Setting up DNS.
themich157
HOBBYOP

3 months ago

Hello there, someone of you may find this unrelated to this but i ve recently switched on this and i ve recieved some problems with setting own domain cause i ve set all required DNS Records on my domain provider except that the DNS record CNAME would automatically changed to ALIAS and railways rufuses to accept it. Any tips are welcome.

$10 Bounty

2 Replies

Status changed to Awaiting Railway Response Railway 3 months ago


Some providers don't fully support CNAME flattening (using CNAME records on root domain), so in this case, I'd suggest migrating to Cloudflare's DNS service.

https://developers.cloudflare.com/dns/zone-setups/full-setup/setup/


efipee
HOBBY

3 months ago

The CNAME → ALIAS conversion is happening because your DNS provider doesn't support CNAME flattening at the root/apex domain. This is actually a DNS standard limitation — you technically can't have a bare CNAME at the root (e.g. yourdomain.com), so some providers auto-convert it to ALIAS as a workaround, but Railway's verification doesn't accept that format.

Railway's docs explicitly list providers that don't support this: AWS Route 53, Azure DNS, Hostinger, GoDaddy, NameSilo, Hurricane Electric, and SquareSpace. If you're on one of these, the CNAME/ALIAS issue is expected.
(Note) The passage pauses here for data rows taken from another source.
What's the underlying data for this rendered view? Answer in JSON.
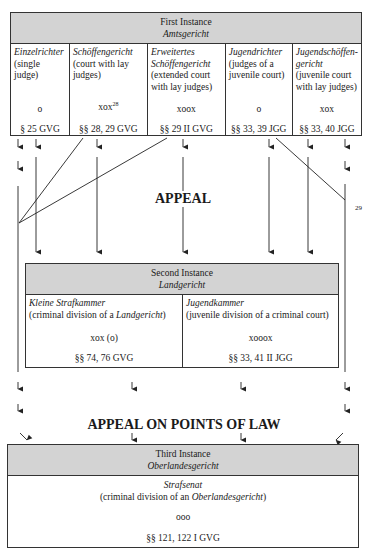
{
  "first_instance": {
    "title": "First Instance",
    "court": "Amtsgericht",
    "columns": [
      {
        "name": "Einzelrichter",
        "desc": "(single judge)",
        "desc_lines": [
          "(single",
          "judge)"
        ],
        "composition": "o",
        "footnote": "",
        "statute": "§ 25 GVG"
      },
      {
        "name": "Schöffengericht",
        "desc_lines": [
          "(court with lay",
          "judges)"
        ],
        "composition": "xox",
        "footnote": "28",
        "statute": "§§ 28, 29 GVG"
      },
      {
        "name_lines": [
          "Erweitertes",
          "Schöffengericht"
        ],
        "desc_lines": [
          "(extended court",
          "with lay judges)"
        ],
        "composition": "xoox",
        "footnote": "",
        "statute": "§§ 29 II GVG"
      },
      {
        "name": "Jugendrichter",
        "desc_lines": [
          "(judges of a",
          "juvenile court)"
        ],
        "composition": "o",
        "footnote": "",
        "statute": "§§ 33, 39 JGG"
      },
      {
        "name_lines": [
          "Jugendschöffen-",
          "gericht"
        ],
        "desc_lines": [
          "(juvenile court",
          "with lay judges)"
        ],
        "composition": "xox",
        "footnote": "",
        "statute": "§§ 33, 40 JGG"
      }
    ]
  },
  "appeal_label": "APPEAL",
  "appeal_footnote": "29",
  "second_instance": {
    "title": "Second Instance",
    "court": "Landgericht",
    "columns": [
      {
        "name": "Kleine Strafkammer",
        "desc_prefix": "(criminal division of a ",
        "desc_italic": "Landgericht",
        "desc_suffix": ")",
        "composition": "xox (o)",
        "statute": "§§ 74, 76 GVG"
      },
      {
        "name": "Jugendkammer",
        "desc_prefix": "(juvenile division of a criminal court)",
        "desc_italic": "",
        "desc_suffix": "",
        "composition": "xooox",
        "statute": "§§ 33, 41 II JGG"
      }
    ]
  },
  "appeal_law_label": "APPEAL ON POINTS OF LAW",
  "third_instance": {
    "title": "Third Instance",
    "court": "Oberlandesgericht",
    "body": {
      "name": "Strafsenat",
      "desc_prefix": "(criminal division of an ",
      "desc_italic": "Oberlandesgericht",
      "desc_suffix": ")",
      "composition": "ooo",
      "statute": "§§ 121, 122 I GVG"
    }
  },
  "colors": {
    "header_fill": "#d3d3d3",
    "border": "#333333",
    "line": "#222222"
  }
}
The fix: point your nameservers to Cloudflare

You don't need to transfer your domain — just change the nameservers to Cloudflare's (free plan works fine). Once your domain is on Cloudflare:

  1. Add a CNAME record with Name → @ and Target → the value Railway gave you (e.g. abc123.up.railway.app)
  2. 2. Cloudflare handles the "flattening" transparently behind the scenes, so Railway sees a valid CNAME and accepts it
  3. 3. Set Cloudflare proxy to on (orange cloud), then go to SSL/TLS → Overview and set it to Full (not Full Strict)

That's it — Railway will verify the domain and issue the SSL cert automatically within an hour or so.

If you're trying to add a subdomain instead of the root (e.g. app.yourdomain.com), a plain CNAME works on virtually any provider and you shouldn't have this issue. Let us know which case you're dealing with if the above doesn't apply.